A feeding zooid in a hydroid colony having an oral opening surrounded by tentacles.

[hydr(a) + Greek anthos, flower.]
American Heritage® Dictionary of the English Language, Fifth Edition. Copyright © 2016 by Houghton Mifflin Harcourt Publishing Company. Published by Houghton Mifflin Harcourt Publishing Company.

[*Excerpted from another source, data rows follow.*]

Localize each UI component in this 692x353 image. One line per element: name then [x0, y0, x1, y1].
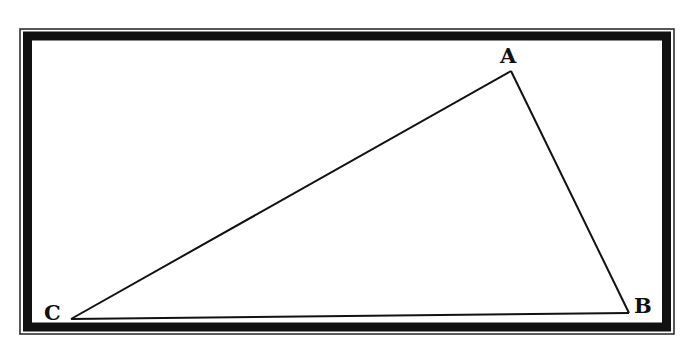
- vertex-label-a: A: [499, 43, 517, 68]
- triangle: [71, 71, 629, 319]
- frame: [20, 29, 674, 334]
- edge-ca: [71, 71, 511, 319]
- frame-thick-border: [28, 36, 667, 327]
- edge-ab: [511, 71, 629, 313]
- vertex-label-b: B: [634, 293, 652, 318]
- edge-bc: [71, 313, 629, 319]
- vertex-label-c: C: [44, 300, 61, 325]
- frame-outer-line: [20, 29, 674, 334]
- triangle-diagram: A B C: [0, 0, 692, 353]
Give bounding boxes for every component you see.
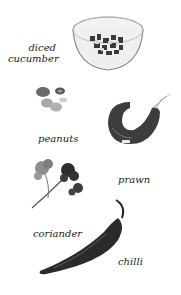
label-chilli: chilli [118, 256, 143, 267]
prawn-illustration [100, 94, 172, 154]
label-line-1: diced [8, 42, 56, 53]
label-prawn: prawn [118, 174, 150, 185]
label-peanuts: peanuts [38, 133, 78, 144]
chilli-illustration [34, 198, 129, 278]
cucumber-bowl-illustration [70, 12, 146, 74]
label-diced-cucumber: diced cucumber [8, 42, 56, 64]
label-line-2: cucumber [8, 53, 56, 64]
peanuts-illustration [34, 86, 74, 114]
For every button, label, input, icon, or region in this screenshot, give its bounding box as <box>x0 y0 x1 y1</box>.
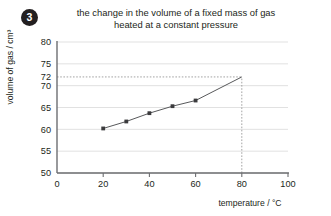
y-tick-label-70: 70 <box>41 81 51 91</box>
y-tick-label-50: 50 <box>41 168 51 178</box>
extrapolation-line <box>196 77 242 101</box>
x-tick-label-80: 80 <box>237 179 247 189</box>
x-tick-label-20: 20 <box>98 179 108 189</box>
data-point-40 <box>148 111 152 115</box>
x-tick-label-100: 100 <box>280 179 295 189</box>
y-tick-label-55: 55 <box>41 146 51 156</box>
x-tick-label-40: 40 <box>144 179 154 189</box>
y-tick-label-75: 75 <box>41 59 51 69</box>
figure-container: 3 the change in the volume of a fixed ma… <box>0 0 331 216</box>
data-point-60 <box>194 99 198 103</box>
data-point-50 <box>171 104 175 108</box>
x-tick-label-0: 0 <box>54 179 59 189</box>
x-tick-label-60: 60 <box>190 179 200 189</box>
chart-plot: 5055606570758072 020406080100 <box>0 0 331 216</box>
y-tick-label-72: 72 <box>41 72 51 82</box>
x-tick-labels-group: 020406080100 <box>54 179 295 189</box>
y-tick-label-60: 60 <box>41 125 51 135</box>
data-point-30 <box>124 120 128 124</box>
y-tick-labels-group: 5055606570758072 <box>41 37 51 178</box>
y-tick-label-65: 65 <box>41 103 51 113</box>
y-tick-label-80: 80 <box>41 37 51 47</box>
data-point-20 <box>101 127 105 131</box>
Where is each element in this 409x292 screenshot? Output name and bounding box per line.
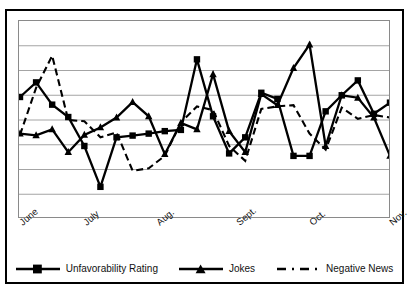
data-point-marker-square <box>33 79 39 85</box>
legend-item-jokes: Jokes <box>178 263 255 275</box>
legend-label-negative-news: Negative News <box>326 263 393 275</box>
data-point-marker-square <box>387 99 390 105</box>
plot-svg <box>19 21 390 218</box>
data-point-marker-square <box>290 153 296 159</box>
data-point-marker-square <box>49 101 55 107</box>
data-point-marker-triangle <box>306 40 313 47</box>
data-point-marker-triangle <box>225 127 232 134</box>
legend-item-negative-news: Negative News <box>275 263 393 275</box>
data-point-marker-square <box>113 134 119 140</box>
series-line-unfavorability-rating <box>20 59 390 186</box>
data-point-marker-square <box>306 153 312 159</box>
legend-swatch-square-icon <box>15 263 61 275</box>
series-lines <box>20 45 390 187</box>
data-point-marker-square <box>355 77 361 83</box>
chart-figure: JuneJulyAug.Sept.Oct.Nov. Unfavorability… <box>0 0 409 292</box>
legend-swatch-dashed-icon <box>275 263 321 275</box>
data-point-marker-square <box>322 108 328 114</box>
data-point-marker-triangle <box>129 98 136 105</box>
data-point-marker-square <box>19 94 23 100</box>
data-point-marker-square <box>210 113 216 119</box>
chart-legend: Unfavorability Rating Jokes Negative New… <box>18 258 390 280</box>
data-point-marker-triangle <box>209 70 216 77</box>
data-point-marker-square <box>129 132 135 138</box>
data-point-marker-square <box>226 150 232 156</box>
series-line-jokes <box>20 45 390 156</box>
data-point-marker-square <box>97 184 103 190</box>
legend-label-unfavorability-rating: Unfavorability Rating <box>66 263 158 275</box>
data-point-marker-square <box>162 128 168 134</box>
data-point-marker-square <box>146 130 152 136</box>
data-point-marker-square <box>242 134 248 140</box>
data-point-marker-square <box>178 127 184 133</box>
x-axis-tick-labels: JuneJulyAug.Sept.Oct.Nov. <box>18 219 390 255</box>
legend-swatch-triangle-icon <box>178 263 224 275</box>
plot-area <box>18 20 390 218</box>
data-point-marker-square <box>194 56 200 62</box>
legend-label-jokes: Jokes <box>229 263 255 275</box>
series-line-negative-news <box>20 56 390 171</box>
legend-item-unfavorability-rating: Unfavorability Rating <box>15 263 158 275</box>
data-point-marker-square <box>81 143 87 149</box>
data-point-marker-square <box>65 114 71 120</box>
data-point-marker-triangle <box>48 125 55 132</box>
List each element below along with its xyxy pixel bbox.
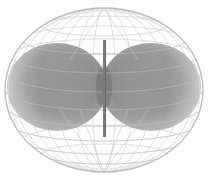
radiation-pattern-figure: Dipole antenna radiation pattern [0,0,208,178]
radiation-pattern-diagram [0,0,208,178]
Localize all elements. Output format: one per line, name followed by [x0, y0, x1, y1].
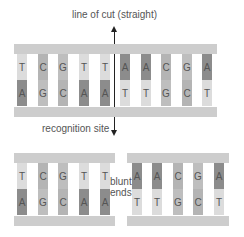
base-C: C — [173, 163, 183, 189]
base-A: A — [120, 54, 130, 80]
base-G: G — [58, 54, 68, 80]
base-A: A — [79, 189, 89, 215]
arrow-down-icon — [111, 130, 117, 136]
base-T: T — [202, 80, 212, 106]
right-top-backbone — [127, 153, 229, 163]
base-T: T — [79, 54, 89, 80]
base-C: C — [161, 54, 171, 80]
base-C: C — [58, 80, 68, 106]
base-A: A — [132, 163, 142, 189]
base-A: A — [17, 80, 27, 106]
top-backbone — [14, 44, 217, 54]
right-bottom-backbone — [127, 216, 229, 226]
base-A: A — [141, 54, 151, 80]
base-G: G — [182, 54, 192, 80]
base-A: A — [100, 80, 110, 106]
base-C: C — [58, 189, 68, 215]
base-A: A — [17, 189, 27, 215]
base-T: T — [214, 189, 224, 215]
base-G: G — [38, 189, 48, 215]
ends-label: ends — [110, 188, 132, 198]
base-C: C — [38, 163, 48, 189]
left-top-backbone — [14, 153, 115, 163]
left-bottom-backbone — [14, 216, 115, 226]
base-A: A — [152, 163, 162, 189]
bottom-backbone — [14, 107, 217, 117]
base-T: T — [152, 189, 162, 215]
base-T: T — [17, 54, 27, 80]
base-G: G — [193, 163, 203, 189]
base-G: G — [38, 80, 48, 106]
base-A: A — [100, 189, 110, 215]
base-A: A — [214, 163, 224, 189]
blunt-label: blunt — [110, 177, 132, 187]
recognition-site-label: recognition site — [42, 124, 109, 134]
base-C: C — [182, 80, 192, 106]
base-T: T — [17, 163, 27, 189]
base-T: T — [141, 80, 151, 106]
cut-line-label: line of cut (straight) — [72, 10, 157, 20]
base-C: C — [193, 189, 203, 215]
base-G: G — [173, 189, 183, 215]
base-T: T — [120, 80, 130, 106]
base-C: C — [38, 54, 48, 80]
base-T: T — [79, 163, 89, 189]
base-T: T — [100, 54, 110, 80]
base-T: T — [132, 189, 142, 215]
base-G: G — [161, 80, 171, 106]
base-T: T — [100, 163, 110, 189]
base-A: A — [202, 54, 212, 80]
base-G: G — [58, 163, 68, 189]
base-A: A — [79, 80, 89, 106]
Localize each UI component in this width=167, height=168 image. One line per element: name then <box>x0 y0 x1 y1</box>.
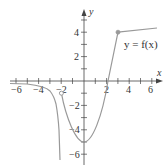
y-tick-label: 4 <box>74 27 79 38</box>
x-tick-label: −6 <box>11 84 22 95</box>
y-tick-label: −2 <box>69 100 80 111</box>
y-tick-label: −6 <box>69 149 80 160</box>
x-tick-label: 4 <box>126 84 131 95</box>
closed-point-marker <box>116 30 120 34</box>
y-tick-label: 2 <box>74 51 79 62</box>
linear-branch <box>118 28 157 32</box>
function-label: y = f(x) <box>124 38 158 51</box>
graph-svg: −6 −4 −2 2 4 6 4 2 −2 −4 −6 y x y = f(x) <box>0 0 167 168</box>
x-axis-label: x <box>156 67 162 78</box>
graph-figure: −6 −4 −2 2 4 6 4 2 −2 −4 −6 y x y = f(x) <box>0 0 167 168</box>
x-tick-label: 6 <box>148 84 153 95</box>
open-circle-marker <box>59 91 63 95</box>
x-arrow-icon <box>156 79 163 84</box>
y-arrow-icon <box>82 9 87 16</box>
y-axis-label: y <box>88 6 94 17</box>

All rights reserved.

hydranth

(ˈhaɪdrænθ)
n
(Zoology) a polyp in a colony of hydrozoan coelenterates that is specialized for feeding rather than reproduction
[C19: from hydra + Greek anthos flower]
Collins English Dictionary – Complete and Unabridged, 12th Edition 2014 © HarperCollins Publishers 1991, 1994, 1998, 2000, 2003, 2006, 2007, 2009, 2011, 2014

hy•dranth

(ˈhaɪ drənθ)

n.
any of the asexual feeding polyps in a hydroid colony.
[1870–75; hydr (a) + Greek ánth(os) flower]
Random House Kernerman Webster's College Dictionary, © 2010 K Dictionaries Ltd. Copyright 2005, 1997, 1991 by Random House, Inc. All rights reserved.
References in periodicals archive ?
The only local records of freshwater polyps in the country correspond to Cordilophora caspia (Pallas) (Cordero, 1941), in Las Brujas stream near the capital city of Montevideo and to a hydranth of Calpasoma dactylopterum Fuhrmann 1939, casually mentioned by Dioni (1974) as occurring in an artificial pond in Montevideo without further detail.
Hydroid: stolonal, hydranth 1-6 mm high, with very short pedicel, perisarc smooth.
Hydranth ovoid, with 20 to 32 thin tentacles, about 1.4 mm long.
(1978) proposed that increased chloride concentrations tend to produce larger colonies with more tentacles per hydranth in habitats in Texas.
For all samples, we removed one haphazardly chosen hydranth from a colony and placed it on a glass slide.
Since every part of the stem of Tubularia is capable of producing a hydranth the inhibition of basal development is obviously due to the presence of a hydranth or of a developing hydranth at the oral end.
In these juvenile polyps, the cushion-like tissue disappeared into the endoderm of the aboral half, and many digestive gland cells developed in the endoderm of the oral half of the hydranth (Fig.
Surface areas were determined from length and width (average of widths at top and bottom of cell), measured for rectangular hydranth cells, and diameter for circular tentacle cells.
infrastructure and cytochem-istry of glycogen-containing vacuoles in gastrodermal cells in developing hydranths of a hydromedusan coelenterate.
Lovenella gracilis is active only (as indicated by presence of hydranths) from April to October in Virginia (Calder 1990).
The regression-replacement cycle of hydranths of Obelia and Campanularia.